The much touted Pan-African Payment and Settlement Systems (PAPSS) has been rolled out among all central banks in Africa.
The system which is expected to serve as a payment mechanism for transactions on the continent will save African businesses about $5 billion annually in cost of transactions.
PAPSS will facilitate and help drive the enormous growth in intra-African trade, resulting from the African Continental Free Trade Area’s creation of a single market throughout Africa.
It will also facilitate the payment, clearing and settlement system for intra-African trade; simplify intra-regional transactions; and reduce the cost, duration and time variability of cross-border payments.
Vice President of the Africa Development Bank, Solomon Quaynor, believes this new payment system will help businesses to boost intra-regional trade.
“As a development bank for the continent, we are proud of the success story for this journey today and hope that it will benefit all Africans.”
“The new payment system is critical to our quest to boost intra African trade and reduce cost of doing business for Africans which has been an impediment for some time now” he noted.
Vice President, Dr.

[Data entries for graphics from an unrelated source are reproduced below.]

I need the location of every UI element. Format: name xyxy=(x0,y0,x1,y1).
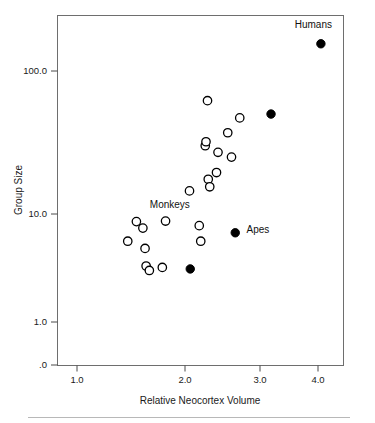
data-point-open-0-20 xyxy=(236,114,244,122)
data-point-open-0-15 xyxy=(206,183,214,191)
y-axis-ticks: 100.010.01.0.0 xyxy=(23,65,57,370)
annotation-humans: Humans xyxy=(295,19,332,30)
scatter-plot-figure: 100.010.01.0.0 1.02.03.04.0 HumansMonkey… xyxy=(0,0,375,423)
data-point-open-0-3 xyxy=(141,244,149,252)
data-point-open-0-18 xyxy=(224,129,232,137)
y-tick-label-0: 100.0 xyxy=(23,65,47,76)
y-tick-label-2: 1.0 xyxy=(34,316,47,327)
x-tick-label-2: 3.0 xyxy=(253,374,266,385)
data-point-open-0-17 xyxy=(214,148,222,156)
data-point-filled-1-3 xyxy=(317,40,325,48)
series-apes-and-humans xyxy=(186,40,325,274)
data-point-open-0-5 xyxy=(145,266,153,274)
data-point-open-0-16 xyxy=(212,168,220,176)
data-point-filled-1-0 xyxy=(186,265,194,273)
data-point-open-0-6 xyxy=(158,263,166,271)
data-point-open-0-19 xyxy=(227,153,235,161)
y-tick-label-1: 10.0 xyxy=(29,208,48,219)
x-tick-label-3: 4.0 xyxy=(311,374,324,385)
data-point-open-0-2 xyxy=(139,224,147,232)
x-tick-label-0: 1.0 xyxy=(70,374,83,385)
data-point-open-0-7 xyxy=(161,217,169,225)
data-point-open-0-1 xyxy=(132,217,140,225)
plot-canvas: 100.010.01.0.0 1.02.03.04.0 HumansMonkey… xyxy=(0,0,375,423)
annotation-apes: Apes xyxy=(247,224,270,235)
annotation-layer: HumansMonkeysApes xyxy=(150,19,332,235)
data-point-open-0-13 xyxy=(203,96,211,104)
x-axis-title: Relative Neocortex Volume xyxy=(140,395,261,406)
x-axis-ticks: 1.02.03.04.0 xyxy=(70,366,324,386)
data-point-open-0-9 xyxy=(195,221,203,229)
data-point-open-0-0 xyxy=(124,237,132,245)
y-axis-title: Group Size xyxy=(13,165,24,215)
data-points-layer xyxy=(124,40,326,275)
data-point-filled-1-1 xyxy=(231,229,239,237)
y-tick-label-3: .0 xyxy=(39,359,47,370)
plot-frame xyxy=(58,16,344,366)
data-point-open-0-8 xyxy=(185,187,193,195)
data-point-open-0-10 xyxy=(197,237,205,245)
annotation-monkeys: Monkeys xyxy=(150,199,190,210)
series-monkeys xyxy=(124,96,244,274)
x-tick-label-1: 2.0 xyxy=(178,374,191,385)
data-point-open-0-12 xyxy=(202,138,210,146)
data-point-filled-1-2 xyxy=(267,110,275,118)
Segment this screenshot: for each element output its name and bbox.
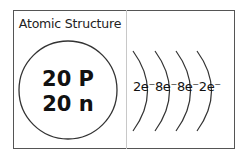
shell-label-3: 8e⁻	[177, 79, 199, 94]
electron-shells: 2e⁻8e⁻8e⁻2e⁻	[133, 79, 221, 94]
shell-label-1: 2e⁻	[133, 79, 155, 94]
shell-label-2: 8e⁻	[155, 79, 177, 94]
shell-label-4: 2e⁻	[199, 79, 221, 94]
nucleus-label: 20 P 20 n	[19, 67, 117, 117]
proton-count: 20 P	[19, 67, 117, 92]
neutron-count: 20 n	[19, 92, 117, 117]
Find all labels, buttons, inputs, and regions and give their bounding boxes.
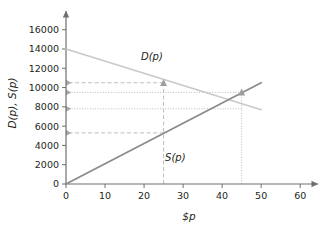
x-tick-label-60: 60: [294, 190, 306, 201]
y-tick-label-8000: 8000: [35, 101, 59, 112]
y-tick-label-16000: 16000: [29, 24, 59, 35]
y-axis-title: D(p), S(p): [6, 77, 18, 128]
y-tick-label-4000: 4000: [35, 140, 59, 151]
y-tick-label-10000: 10000: [29, 82, 59, 93]
x-tick-label-40: 40: [216, 190, 228, 201]
x-tick-label-50: 50: [255, 190, 267, 201]
x-tick-label-10: 10: [99, 190, 111, 201]
guide-lines-group: [66, 83, 242, 184]
y-tick-label-12000: 12000: [29, 63, 59, 74]
y-tick-label-2000: 2000: [35, 159, 59, 170]
chart-canvas: 0200040006000800010000120001400016000010…: [0, 0, 324, 227]
y-tick-label-14000: 14000: [29, 43, 59, 54]
x-tick-label-0: 0: [63, 190, 69, 201]
x-tick-label-20: 20: [138, 190, 150, 201]
y-tick-label-6000: 6000: [35, 121, 59, 132]
series-label-Dp: D(p): [141, 51, 163, 62]
x-axis-title: $p: [182, 210, 196, 222]
x-tick-label-30: 30: [177, 190, 189, 201]
y-tick-label-0: 0: [53, 178, 59, 189]
axes-group: [66, 11, 318, 184]
supply-demand-chart: 0200040006000800010000120001400016000010…: [0, 0, 324, 227]
series-label-Sp: S(p): [165, 152, 186, 163]
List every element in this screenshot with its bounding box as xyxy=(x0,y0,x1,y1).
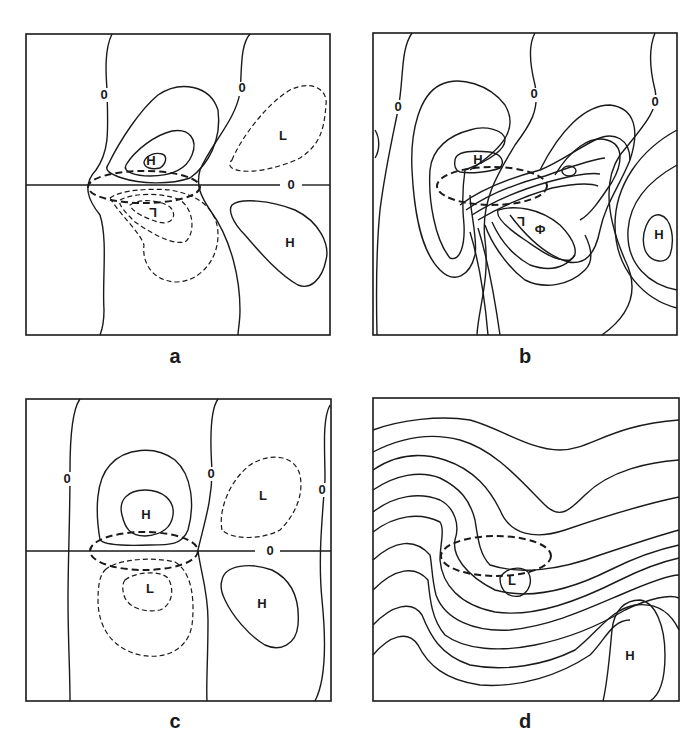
contour-figure: H L L H 0 0 0 a H xyxy=(0,0,700,756)
panel-a-zero-label-left: 0 xyxy=(100,87,107,102)
panel-a-high-label-lower-right: H xyxy=(285,235,294,250)
panel-c: H L L H 0 0 0 0 c xyxy=(26,399,331,732)
panel-c-zero-label-left: 0 xyxy=(63,471,70,486)
panel-c-zero-contour-right xyxy=(315,405,330,701)
panel-c-low-label-upper-right: L xyxy=(259,488,267,503)
panel-c-zero-contour-left xyxy=(68,399,80,701)
panel-b-caption: b xyxy=(519,345,531,367)
panel-a-caption: a xyxy=(169,345,181,367)
panel-a-high-contour-right xyxy=(231,201,327,286)
panel-a-low-contour-right xyxy=(230,86,326,172)
panel-b-high-label-right: H xyxy=(654,227,663,242)
panel-b-zero-label-left: 0 xyxy=(394,99,401,114)
panel-b-zero-contour-mid xyxy=(477,33,536,335)
panel-d: L H d xyxy=(373,398,679,732)
panel-c-zero-label-axis: 0 xyxy=(266,543,273,558)
panel-b-zero-contour-left xyxy=(376,33,412,335)
panel-c-zero-label-right: 0 xyxy=(318,482,325,497)
panel-a: H L L H 0 0 0 a xyxy=(26,34,330,367)
panel-d-high-label-lower-right: H xyxy=(625,648,634,663)
panel-a-zero-label-axis: 0 xyxy=(287,177,294,192)
panel-c-caption: c xyxy=(169,710,180,732)
panel-a-high-label-upper: H xyxy=(146,153,155,168)
panel-b-phi-symbol: Φ xyxy=(535,222,546,237)
panel-a-low-label-center: L xyxy=(149,205,157,220)
panel-c-low-label-center: L xyxy=(146,581,154,596)
panel-a-low-label-upper-right: L xyxy=(279,128,287,143)
panel-b-zero-label-mid: 0 xyxy=(530,86,537,101)
panel-c-low-contour-outer xyxy=(98,559,193,656)
panel-c-zero-label-mid: 0 xyxy=(207,466,214,481)
panel-b: H L Φ H 0 0 0 b xyxy=(373,33,677,367)
panel-b-zero-label-right: 0 xyxy=(651,94,658,109)
panel-d-contour-1 xyxy=(373,418,679,450)
panel-d-caption: d xyxy=(519,710,531,732)
panel-c-zero-contour-mid xyxy=(198,399,218,701)
panel-b-high-label-center: H xyxy=(473,152,482,167)
panel-c-high-label-lower-right: H xyxy=(257,596,266,611)
panel-c-frame xyxy=(26,399,331,701)
panel-b-low-label-center: L xyxy=(517,214,525,229)
panel-c-high-label-upper: H xyxy=(141,507,150,522)
panel-a-zero-label-mid: 0 xyxy=(238,80,245,95)
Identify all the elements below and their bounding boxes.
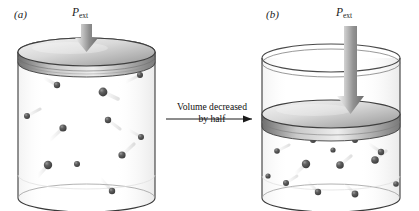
panel-label-a: (a) [14, 8, 27, 20]
pressure-symbol-a: P [72, 6, 79, 18]
pressure-label-b: Pext [336, 7, 352, 20]
panel-label-b: (b) [266, 8, 279, 20]
caption-line-1: Volume decreased [163, 101, 261, 113]
pressure-symbol-b: P [336, 6, 343, 18]
figure-canvas: (a) (b) Pext Pext Volume decreased by ha… [0, 0, 419, 211]
pressure-label-a: Pext [72, 7, 88, 20]
caption-line-2: by half [163, 113, 261, 125]
pressure-subscript-b: ext [343, 11, 352, 20]
pressure-subscript-a: ext [79, 11, 88, 20]
panel-b-piston[interactable] [262, 100, 400, 141]
transition-caption: Volume decreased by half [163, 101, 261, 125]
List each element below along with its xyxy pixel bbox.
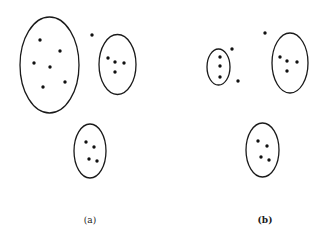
data-point [285, 69, 288, 72]
data-point [218, 55, 221, 58]
cluster-right-cluster [272, 33, 308, 93]
data-point [256, 139, 259, 142]
data-point [218, 75, 221, 78]
data-point [295, 60, 298, 63]
cluster-large-cluster [20, 17, 79, 113]
cluster-small-left-cluster [207, 49, 230, 85]
data-point [84, 140, 87, 143]
cluster-ellipse [272, 33, 308, 93]
panel-label-a: (a) [84, 215, 96, 225]
data-point [63, 80, 66, 83]
data-point [122, 61, 125, 64]
cluster-ellipse [20, 17, 79, 113]
data-point [95, 159, 98, 162]
panel-a: (a) [20, 17, 136, 225]
data-point [278, 55, 281, 58]
data-point [92, 145, 95, 148]
diagram-svg: (a) (b) [0, 0, 326, 243]
data-point [41, 85, 44, 88]
cluster-ellipse [74, 124, 106, 178]
data-point [113, 60, 116, 63]
data-point [58, 49, 61, 52]
outlier-point [236, 79, 239, 82]
cluster-ellipse [246, 123, 279, 177]
outlier-point [263, 31, 266, 34]
data-point [32, 61, 35, 64]
data-point [113, 70, 116, 73]
cluster-bottom-cluster [74, 124, 106, 178]
data-point [259, 155, 262, 158]
data-point [218, 64, 221, 67]
data-point [265, 144, 268, 147]
data-point [48, 65, 51, 68]
clustering-diagram: (a) (b) [0, 0, 326, 243]
cluster-bottom-cluster [246, 123, 279, 177]
outlier-point [90, 33, 93, 36]
data-point [267, 158, 270, 161]
panel-label-b: (b) [258, 215, 273, 225]
data-point [38, 38, 41, 41]
data-point [106, 56, 109, 59]
panel-b: (b) [207, 31, 308, 225]
cluster-ellipse [99, 35, 136, 95]
cluster-right-cluster [99, 35, 136, 95]
outlier-point [230, 47, 233, 50]
data-point [285, 59, 288, 62]
data-point [87, 157, 90, 160]
cluster-ellipse [207, 49, 230, 85]
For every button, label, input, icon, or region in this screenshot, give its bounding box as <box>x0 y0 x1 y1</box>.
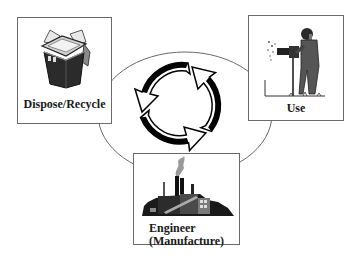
worker-with-drill-icon <box>259 22 335 102</box>
engineer-manufacture-node: Engineer (Manufacture) <box>133 153 240 245</box>
trash-bin-icon <box>36 26 96 92</box>
use-node: Use <box>248 15 344 121</box>
engineer-label-line2: (Manufacture) <box>149 235 239 248</box>
factory-icon <box>138 156 236 218</box>
recycle-arrows-icon <box>135 61 238 164</box>
dispose-recycle-node: Dispose/Recycle <box>17 17 112 124</box>
engineer-manufacture-label: Engineer (Manufacture) <box>134 222 239 248</box>
dispose-recycle-label: Dispose/Recycle <box>18 98 111 111</box>
use-label: Use <box>249 102 343 115</box>
lifecycle-diagram: Dispose/Recycle Use <box>0 0 356 257</box>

Mahamudu Bawumia stressed the need for all Central Banks on the continent to switch to the system.
“It will be prudent for all Central Banks to allow their national switches to be linked to the system so that we don’t have to go in for individual banks to be hooked”, he stressed.
Chief Executive of PAPSS, Mike Ogbalu, told Joy Business measures are in place to ensure that traders benefit immensely from the system.
“The system we have built is an infrastructure that will require third party interactions, so we may need even mobile money agents and other payment channels. By this way, traders can transact without necessary going to the banks when they need to send cash to other countries” he said.
The system has already been installed by all six Central Banks in the West African Monetary Zone including Ghana.
The system will reduce the cost of doing business on the continent significantly.